SOME FOOD products which are specifically targeted at children comprise such junk that we would “not feed them to animals in captivity”, according to one expert.
Prof Ivan Perry of UCC warned that obesity presents societal challenges akin to global warming and said it would be naive to assume that the issue could be resolved through tackling individual behaviour alone.
In a lecture “Obesity: A Modern Plague” at Sligo General Hospital’s 10th annual research conference, Prof Perry said obesity was an epidemic in the literal sense and demanded a response from all sections of society in the same way as climate change does.
Earlier this year, Prof Perry and his colleagues at the Department of Epidemiology Public Health at UCC published research which underlined the catastrophic scale of obesity among Irish children.

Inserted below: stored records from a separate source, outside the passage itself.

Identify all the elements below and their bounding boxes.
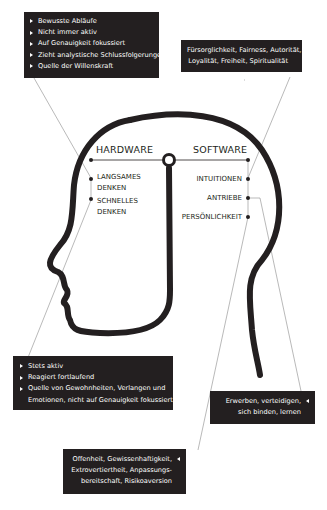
hardware-heading: HARDWARE (96, 144, 153, 155)
slow-thinking-line1: LANGSAMES (97, 172, 141, 183)
slow-thinking-line2: DENKEN (97, 183, 141, 194)
list-item: Quelle von Gewohnheiten, Verlangen und (19, 383, 167, 394)
fast-thinking-label: SCHNELLES DENKEN (97, 196, 138, 217)
bullet-icon (306, 399, 309, 403)
fast-thinking-line2: DENKEN (97, 207, 138, 218)
drives-line1: Erwerben, verteidigen, (226, 397, 301, 405)
intuitions-line2: Loyalität, Freiheit, Spiritualität (188, 57, 288, 65)
personality-line2: Extrovertiertheit, Anpassungs- (71, 466, 172, 474)
personality-line3: bereitschaft, Risikoaversion (81, 477, 172, 485)
list-item: Zieht analystische Schlussfolgerungen (29, 50, 154, 61)
list-item-continuation: Emotionen, nicht auf Genauigkeit fokussi… (19, 395, 167, 406)
list-item: Bewusste Abläufe (29, 16, 154, 27)
list-item: Auf Genauigkeit fokussiert (29, 38, 154, 49)
center-node-icon (164, 155, 175, 166)
personality-box: Offenheit, Gewissenhaftigkeit, Extrovert… (63, 449, 186, 494)
software-heading: SOFTWARE (193, 144, 247, 155)
drives-box: Erwerben, verteidigen, sich binden, lern… (210, 391, 315, 424)
drives-label: ANTRIEBE (207, 193, 242, 204)
bullet-icon (177, 457, 180, 461)
bullet-icon (306, 48, 309, 52)
list-item: Quelle der Willenskraft (29, 61, 154, 72)
list-item: Reagiert fortlaufend (19, 372, 167, 383)
intuitions-label: INTUITIONEN (196, 174, 242, 185)
fast-thinking-box: Stets aktiv Reagiert fortlaufend Quelle … (13, 356, 173, 410)
personality-line1: Offenheit, Gewissenhaftigkeit, (73, 455, 173, 463)
list-item: Stets aktiv (19, 361, 167, 372)
intuitions-box: Fürsorglichkeit, Fairness, Autorität, Lo… (181, 40, 302, 72)
personality-label: PERSÖNLICHKEIT (182, 212, 242, 223)
slow-thinking-label: LANGSAMES DENKEN (97, 172, 141, 193)
intuitions-line1: Fürsorglichkeit, Fairness, Autorität, (187, 46, 301, 54)
fast-thinking-line1: SCHNELLES (97, 196, 138, 207)
list-item: Nicht immer aktiv (29, 27, 154, 38)
slow-thinking-box: Bewusste Abläufe Nicht immer aktiv Auf G… (24, 12, 159, 78)
drives-line2: sich binden, lernen (238, 408, 301, 416)
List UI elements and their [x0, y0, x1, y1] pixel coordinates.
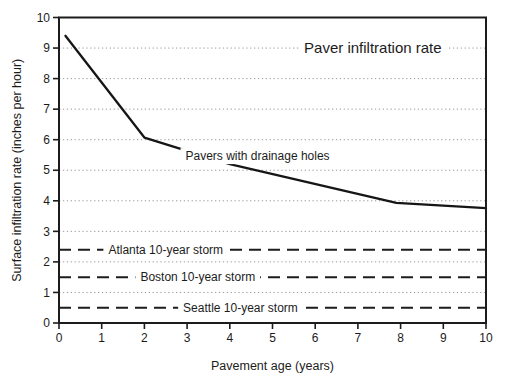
svg-text:2: 2	[141, 331, 148, 345]
y-tick-label-0: 0	[43, 316, 50, 330]
svg-text:Atlanta 10-year storm: Atlanta 10-year storm	[108, 243, 223, 257]
svg-text:Seattle 10-year storm: Seattle 10-year storm	[183, 301, 298, 315]
svg-text:3: 3	[184, 331, 191, 345]
svg-text:4: 4	[226, 331, 233, 345]
y-tick-label-9: 9	[43, 41, 50, 55]
x-tick-label-6: 6	[312, 331, 319, 345]
svg-text:6: 6	[312, 331, 319, 345]
x-tick-label-10: 10	[479, 331, 493, 345]
svg-text:7: 7	[43, 102, 50, 116]
svg-text:Pavers with drainage holes: Pavers with drainage holes	[186, 149, 330, 163]
x-tick-label-8: 8	[397, 331, 404, 345]
svg-text:0: 0	[56, 331, 63, 345]
svg-text:Surface infiltration rate (inc: Surface infiltration rate (inches per ho…	[10, 59, 24, 282]
svg-text:Boston 10-year storm: Boston 10-year storm	[140, 270, 255, 284]
svg-text:6: 6	[43, 133, 50, 147]
x-tick-label-4: 4	[226, 331, 233, 345]
paver-infiltration-figure: Pavers with drainage holesAtlanta 10-yea…	[0, 0, 508, 390]
svg-text:3: 3	[43, 225, 50, 239]
svg-text:8: 8	[43, 72, 50, 86]
chart-title: Paver infiltration rate	[299, 38, 447, 57]
x-tick-label-5: 5	[269, 331, 276, 345]
y-tick-label-1: 1	[43, 286, 50, 300]
y-tick-label-7: 7	[43, 102, 50, 116]
svg-text:2: 2	[43, 255, 50, 269]
x-tick-label-3: 3	[184, 331, 191, 345]
y-tick-label-3: 3	[43, 225, 50, 239]
x-axis-title: Pavement age (years)	[211, 359, 334, 373]
svg-text:Pavement age (years): Pavement age (years)	[211, 359, 334, 373]
y-tick-label-8: 8	[43, 72, 50, 86]
x-tick-label-7: 7	[355, 331, 362, 345]
y-axis-title: Surface infiltration rate (inches per ho…	[10, 59, 24, 282]
y-tick-label-4: 4	[43, 194, 50, 208]
series-label-pavers: Pavers with drainage holes	[181, 148, 335, 164]
svg-text:7: 7	[355, 331, 362, 345]
x-tick-label-0: 0	[56, 331, 63, 345]
pavers-line	[65, 36, 486, 208]
svg-text:9: 9	[43, 41, 50, 55]
svg-text:5: 5	[43, 163, 50, 177]
y-tick-label-2: 2	[43, 255, 50, 269]
svg-text:5: 5	[269, 331, 276, 345]
series-label-atlanta: Atlanta 10-year storm	[103, 242, 228, 258]
series-label-seattle: Seattle 10-year storm	[178, 300, 303, 316]
x-tick-label-9: 9	[440, 331, 447, 345]
svg-text:10: 10	[37, 11, 51, 25]
infiltration-rate-chart: Pavers with drainage holesAtlanta 10-yea…	[0, 0, 508, 390]
series-lines	[59, 36, 486, 308]
y-tick-label-5: 5	[43, 163, 50, 177]
svg-text:0: 0	[43, 316, 50, 330]
svg-text:9: 9	[440, 331, 447, 345]
svg-text:1: 1	[43, 286, 50, 300]
svg-text:4: 4	[43, 194, 50, 208]
svg-text:8: 8	[397, 331, 404, 345]
svg-text:1: 1	[98, 331, 105, 345]
y-tick-label-10: 10	[37, 11, 51, 25]
svg-text:Paver infiltration rate: Paver infiltration rate	[304, 39, 442, 56]
svg-text:10: 10	[479, 331, 493, 345]
y-tick-label-6: 6	[43, 133, 50, 147]
series-label-boston: Boston 10-year storm	[135, 269, 260, 285]
x-tick-label-1: 1	[98, 331, 105, 345]
x-tick-label-2: 2	[141, 331, 148, 345]
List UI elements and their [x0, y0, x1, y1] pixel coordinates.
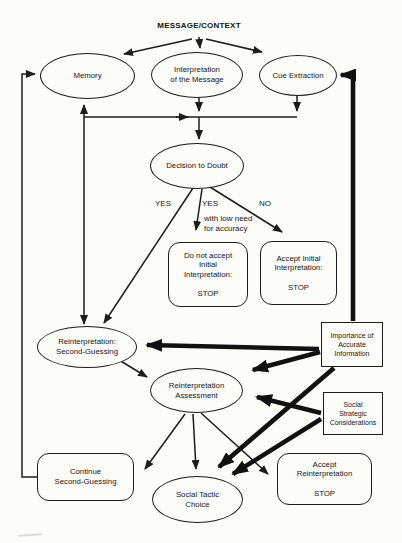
social-strategic-label: Social Strategic Considerations	[330, 400, 377, 427]
importance-label: Importance of Accurate Information	[331, 331, 374, 358]
arrow-secondguessing-to-assessment	[119, 360, 147, 377]
node-continue-second-guessing: Continue Second-Guessing	[37, 453, 134, 501]
no-text: NO	[259, 199, 271, 208]
arrow-context-to-interpretation	[199, 37, 200, 48]
node-do-not-accept: Do not accept Initial Interpretation: ST…	[168, 242, 248, 307]
arrow-importance-to-secondguessing	[147, 345, 319, 349]
arrow-assessment-to-acceptreint	[201, 413, 268, 474]
arrow-importance-to-assessment	[253, 352, 320, 370]
arrow-context-to-memory	[124, 39, 192, 54]
interpretation-label: Interpretation of the Message	[170, 65, 223, 84]
node-importance: Importance of Accurate Information	[321, 322, 383, 367]
node-memory: Memory	[40, 53, 135, 99]
social-tactic-label: Social Tactic Choice	[176, 490, 219, 509]
arrow-assessment-to-continue	[145, 414, 185, 469]
arrow-importance-to-cue-feedback	[341, 75, 353, 321]
message-context-label: MESSAGE/CONTEXT	[141, 21, 257, 31]
assessment-label: Reinterpretation Assessment	[169, 381, 224, 400]
node-accept-initial: Accept Initial Interpretation: STOP	[260, 241, 337, 305]
yes-mid-text: YES	[202, 199, 218, 208]
arrow-yes-to-donotaccept	[196, 189, 202, 230]
yes-left-text: YES	[155, 199, 171, 208]
node-accept-reinterpretation: Accept Reinterpretation STOP	[277, 453, 372, 505]
yes-left-label: YES	[148, 199, 178, 209]
continue-second-guessing-label: Continue Second-Guessing	[55, 467, 117, 486]
no-label: NO	[251, 199, 279, 209]
node-social-tactic: Social Tactic Choice	[152, 476, 243, 523]
message-context-text: MESSAGE/CONTEXT	[157, 21, 240, 30]
yes-mid-label: YES	[196, 199, 224, 209]
cue-extraction-label: Cue Extraction	[272, 71, 323, 81]
arrow-assessment-to-tactic	[193, 414, 196, 469]
second-guessing-label: Reinterpretation: Second-Guessing	[56, 337, 118, 356]
yes-mid-note-label: with low need for accuracy	[204, 214, 258, 234]
node-social-strategic: Social Strategic Considerations	[323, 392, 383, 435]
memory-label: Memory	[73, 71, 101, 81]
do-not-accept-label: Do not accept Initial Interpretation: ST…	[184, 251, 232, 299]
node-second-guessing: Reinterpretation: Second-Guessing	[37, 326, 137, 368]
arrow-social-to-assessment	[257, 397, 321, 413]
node-cue-extraction: Cue Extraction	[259, 55, 337, 96]
arrow-feedback-continue-to-memory	[22, 74, 38, 477]
node-assessment: Reinterpretation Assessment	[150, 368, 243, 413]
node-decision-to-doubt: Decision to Doubt	[150, 143, 244, 189]
yes-mid-note-text: with low need for accuracy	[204, 214, 252, 233]
decision-label: Decision to Doubt	[166, 161, 228, 171]
accept-initial-label: Accept Initial Interpretation: STOP	[274, 254, 322, 292]
arrow-context-to-cue	[206, 39, 262, 52]
accept-reinterpretation-label: Accept Reinterpretation STOP	[297, 460, 352, 498]
diagram-canvas: MESSAGE/CONTEXT Memory Interpretation of…	[0, 0, 402, 543]
node-interpretation: Interpretation of the Message	[151, 52, 243, 98]
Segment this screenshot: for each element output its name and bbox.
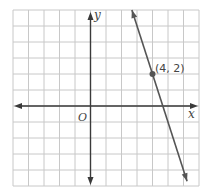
y-axis-down-arrow-icon (88, 177, 94, 185)
line-series (131, 10, 187, 181)
y-axis-label: y (93, 8, 101, 22)
y-axis-up-arrow-icon (88, 12, 94, 20)
line-arrow-start-icon (131, 10, 137, 19)
line-arrow-end-icon (182, 173, 188, 182)
origin-label: O (78, 111, 87, 124)
point-label: (4, 2) (155, 62, 185, 75)
graph-line (132, 10, 187, 181)
x-axis-left-arrow-icon (14, 103, 22, 109)
coordinate-plane: y x O (4, 2) (0, 0, 206, 196)
x-axis-label: x (188, 107, 195, 121)
grid (13, 10, 199, 186)
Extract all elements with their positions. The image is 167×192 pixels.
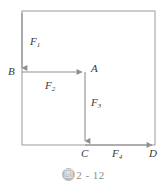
point-label-d: D: [149, 148, 157, 159]
force-label-f1: F1: [30, 36, 40, 47]
force-label-f3: F3: [91, 97, 101, 108]
force-label-f4: F4: [112, 148, 122, 159]
point-label-b: B: [8, 66, 15, 77]
figure-badge-icon: 图: [62, 168, 75, 181]
force-label-f2: F2: [45, 80, 55, 91]
point-label-c: C: [81, 148, 88, 159]
force-diagram: [0, 0, 167, 192]
figure-caption-text: 2 - 12: [76, 169, 105, 181]
figure-container: F1 F2 F3 F4 B A C D 图 2 - 12: [0, 0, 167, 192]
outer-rectangle: [22, 11, 155, 145]
figure-caption: 图 2 - 12: [0, 168, 167, 181]
point-label-a: A: [91, 63, 98, 74]
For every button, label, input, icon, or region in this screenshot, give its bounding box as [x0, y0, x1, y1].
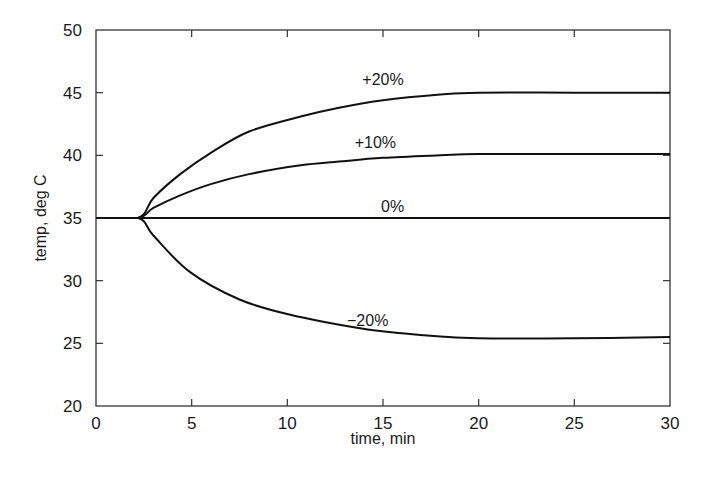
x-tick-label: 5	[187, 414, 196, 433]
x-tick-label: 10	[278, 414, 297, 433]
series-label: +20%	[362, 71, 403, 88]
y-axis-title: temp, deg C	[32, 174, 49, 261]
y-tick-label: 45	[63, 84, 82, 103]
x-tick-label: 0	[91, 414, 100, 433]
series-label: 0%	[381, 198, 404, 215]
y-tick-label: 40	[63, 146, 82, 165]
series-labels: +20%+10%0%−20%	[347, 71, 404, 329]
x-tick-label: 20	[469, 414, 488, 433]
x-axis: 051015202530	[91, 30, 679, 433]
y-tick-label: 50	[63, 21, 82, 40]
x-tick-label: 25	[565, 414, 584, 433]
y-tick-label: 20	[63, 397, 82, 416]
line-chart: 051015202530 20253035404550 +20%+10%0%−2…	[0, 0, 705, 486]
y-tick-label: 25	[63, 334, 82, 353]
series-label: −20%	[347, 312, 388, 329]
series-lines	[96, 93, 670, 339]
x-tick-label: 30	[661, 414, 680, 433]
x-axis-title: time, min	[351, 430, 416, 447]
series-label: +10%	[355, 134, 396, 151]
y-tick-label: 35	[63, 209, 82, 228]
y-tick-label: 30	[63, 272, 82, 291]
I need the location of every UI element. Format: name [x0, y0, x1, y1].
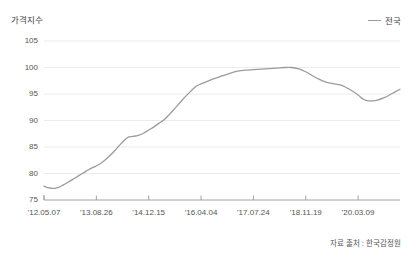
- x-tick-label-3: '16.04.04: [185, 209, 218, 217]
- x-tick-label-6: '20.03.09: [342, 209, 375, 217]
- x-tick-label-5: '18.11.19: [290, 209, 322, 217]
- source-note: 자료 출처 : 한국감정원: [330, 237, 401, 248]
- x-tick-label-2: '14.12.15: [132, 209, 165, 217]
- x-tick-marks: [44, 196, 358, 201]
- x-tick-label-0: '12.05.07: [28, 209, 61, 217]
- y-tick-label-85: 85: [12, 143, 38, 151]
- y-tick-label-80: 80: [12, 170, 38, 178]
- y-tick-label-105: 105: [12, 37, 38, 45]
- y-tick-label-95: 95: [12, 90, 38, 98]
- series-line-nationwide: [44, 67, 400, 188]
- price-index-line-chart: 가격지수 전국 7580859095100105 '12.05.07'13.08…: [0, 0, 409, 255]
- gridlines: [44, 41, 400, 200]
- y-tick-label-100: 100: [12, 64, 38, 72]
- x-tick-label-1: '13.08.26: [80, 209, 113, 217]
- y-tick-label-75: 75: [12, 196, 38, 204]
- x-tick-label-4: '17.07.24: [237, 209, 270, 217]
- y-tick-label-90: 90: [12, 117, 38, 125]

They reported that while Irish children were now taller than they were in 1948, their weight had soared in the same period, with the most dramatic increases seen in 14-year-old boys – up from 37kg (five-and-a-half stone) in 1948 to 60.9kg (nine-and-a-half stone) in 2002.
Stressing that it would take a major public policy goal to tackle obesity, Prof Perry told the weekend conference that the food sector was a very powerful lobby “not far off the tobacco sector”.
He said a huge proportion of foodstuffs on the supermarket shelves were high in fat, sugar and salt and “not meeting any need in terms of nutrition”. Foods specifically targeted at children were so lacking in nutritional value that we would not feed them to animals, he added.
Prof Perry identified soft drinks as a particular problem, saying they had replaced water in the American diet, but that a tax on soft drinks was now being mooted there.
The obesity rate among adults in six US states is now estimated at more than 30 per cent, while in only one state, Colorado, it is less than 20 per cent. In Ireland, it is now estimated that 25 per cent of the adult population is obese.
Prof Perry said there was a parallel epidemic of obesity among children and he stressed that there were huge implications, given that the obesity is associated with premature death as well as conditions such as type 2 diabetes.
While obesity or “corpulence” had been identified as a health issue more than 200 years ago, it had come to be regarded as a public health issue only 15 or 20 years ago.
While some determinants such as individual behaviour had been overemphasised, it was just as important to think about agriculture and food production, he said.
“Food production is very important. Those of us who drink skimmed milk forget that the skim has been taken off and will get to us at some stage, in our soup or our muffins or God knows where,” he said.
Prof Perry said it was significant that the cost of fruit and vegetables was rising just as junk food was coming down and was often the most affordable option for consumers.